Brexit, Donald Trump’s US presidential election, the ascent of France’s Marine Le Pen, Italy’s Five Star Movement: The whole Western world appears to be in the thrall of populists. For many, this seems like a bit of a dejà vu, evoking the 1920s and 1930s, with their looming threat of fascism.
There are, indeed, similarities between today’s political landscape and what Europe experienced in the buildup to World War II, as well as with other times when populism eventually turned into fascism—such as Francoist Spain, or Peronist Argentina. But while fascism usually is rooted in populism, starting with populism doesn’t inevitably mean you’ll wind up with fascism.
Federico Finchelstein, a professor of history at the New School in New York City, pointed out to Quartz that the two political doctrines share some core traits.
Here’s what makes a figure like Trump a text-book populist:
- division of society into two camps, “the people” and “the elites”
- a proud antagonism toward intellectuals
- the rejection of culture and knowledge in favor of instinct
- the promotion of polarizing views
- demonization of one’s opponent
- a contempt for judiciary, military, and political powers
- a strong intolerance of free press
But while America’s democracy may be facing some trying times, there is still a key difference between populism and actual fascism: the use of violence.

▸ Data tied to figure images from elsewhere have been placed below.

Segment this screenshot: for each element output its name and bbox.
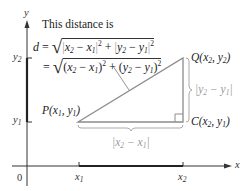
distance-formula-line-2: = √(x2 − x1)2 + (y2 − y1)2 xyxy=(43,55,161,75)
point-q-label: Q(x2, y2) xyxy=(191,52,230,65)
distance-formula-diagram: y x 0 y2 y1 x1 x2 This distance is d = √… xyxy=(0,0,247,191)
x-axis-arrow-icon xyxy=(224,164,232,169)
x2-tick-label: x2 xyxy=(178,172,186,184)
vertical-brace xyxy=(186,58,192,122)
radical-icon: √ xyxy=(52,36,62,57)
y1-tick-label: y1 xyxy=(13,115,21,127)
y-axis-arrow-icon xyxy=(25,20,30,28)
y2-tick-label: y2 xyxy=(13,52,21,64)
radical-icon: √ xyxy=(53,56,63,77)
point-p-label: P(x1, y1) xyxy=(42,105,80,118)
y-axis-label: y xyxy=(24,8,29,19)
vertical-side-label: |y2 − y1| xyxy=(195,84,233,97)
x-axis-label: x xyxy=(235,160,240,171)
horizontal-side-label: |x2 − x1| xyxy=(112,137,150,150)
horizontal-brace xyxy=(78,125,183,131)
right-angle-marker xyxy=(175,114,183,122)
point-c-label: C(x2, y1) xyxy=(191,116,230,129)
origin-label: 0 xyxy=(17,173,22,184)
x1-tick-label: x1 xyxy=(75,172,83,184)
distance-formula-line-1: d = √|x2 − x1|2 + |y2 − y1|2 xyxy=(33,35,154,55)
distance-caption: This distance is xyxy=(42,19,114,31)
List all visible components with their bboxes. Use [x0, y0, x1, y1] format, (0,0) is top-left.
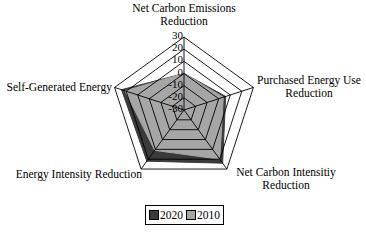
radial-tick-label: -30	[161, 103, 183, 114]
axis-label-net-carbon-emissions: Net Carbon Emissions Reduction	[124, 2, 244, 28]
axis-label-purchased-energy: Purchased Energy Use Reduction	[252, 74, 366, 100]
radial-tick-label: 20	[161, 42, 183, 53]
radial-tick-label: 10	[161, 54, 183, 65]
axis-label-energy-intensity: Energy Intensity Reduction	[10, 168, 142, 181]
radial-tick-label: -10	[161, 79, 183, 90]
legend-item-2010: 2010	[186, 209, 220, 221]
legend-swatch-2010	[186, 210, 196, 220]
legend-item-2020: 2020	[149, 209, 183, 221]
legend: 2020 2010	[145, 205, 224, 225]
legend-swatch-2020	[149, 210, 159, 220]
axis-label-self-generated-energy: Self-Generated Energy	[2, 81, 112, 94]
radial-tick-label: 0	[161, 67, 183, 78]
radial-tick-label: 30	[161, 30, 183, 41]
radial-tick-label: -20	[161, 91, 183, 102]
axis-label-net-carbon-intensity: Net Carbon Intensitiy Reduction	[228, 166, 344, 192]
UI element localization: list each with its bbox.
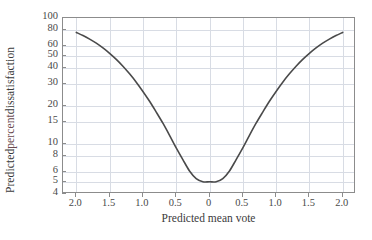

The adoption of violence to impose fascist authority is a key element of fascism both as a movement and as a regime, says Finchelstein. It expresses itself as street violence first, and then through the militarization of government. Fascist leaders take power not just through popular support, but thanks to the action of squads that violently attack opponents, and that are then incorporated into the running of the state as paramilitary formations.
On the other hand, Finchelstein explains, “populism combines low level actual violence with high level rhetorical violence,” applying it to “an authoritarian way of understanding democracy.” In that is another important distinction between fascism and populism: “fascism is never a democracy, while populism undermines democracy, but doesn’t remove it.”
While fascism and populism both use democratic ideals to legitimize a non-democratic style of leadership, fascism is typically upfront about its outright rejection of democracy. When Benito Mussolini rose to power and seized it through the coup-like March on Rome, for instance, he openly spoke about his intention to crush the power of the parliament. Similarly, Adolf Hitler attempted a coup years before his party became the biggest in parliament.
Of course, there’s no assurance that America’s democracy will prevent violence by the state. “The fact that a movement is populist doesn’t mean that it won’t turn fascist,” says Finchelstein. But, he adds, things usually don’t go that way—and there are even examples of former fascist movements that turned populist. In Italy, for instance, former fascists decided to abide by democratic laws, founding parties (Movimento Sociale Italiano, then turned into Alleanza Nazionale) whose members are still in parliament, and the political sphere, today.
“There’s no question that we live in a kind of neo-authoritarian moment,” Aviel Roshwald, a professor of history at Georgetown University, told Quartz. “It’s almost impossible,” he said, not to think of analogies with proto-fascist Europe. But, he added, “hopefully it’s just a moment, and not an era in world history.”
However, as novelist and philosopher Umberto Eco argues in his 1995 essay titled Ur-Fascism, distinguishing between populism and fascism may not even be necessary—it’s enough for a political doctrine to share the archetypal elements and values of fascism to be part of what he calls ”eternal fascism.” These elements and values include:
- the cult of tradition and the past, of action over thought, of machismo
- the fear of difference
- the appeal to a frustrated middle class
- the obsession with international conspiracies
- an exaggeration of the power of enemies
- the demonization of “rotten” parliamentary governments
- the use of simple, impoverished language
- the glorification of the people as a monolith holding common views
We do have one safeguard against fascism now, Roshwald said. Most countries facing today’s populist wave “have traditions and institutions of liberal pluralism that are much older and deeply established and rooted in society than they were in Italy in 1922s and Germany in 1933.”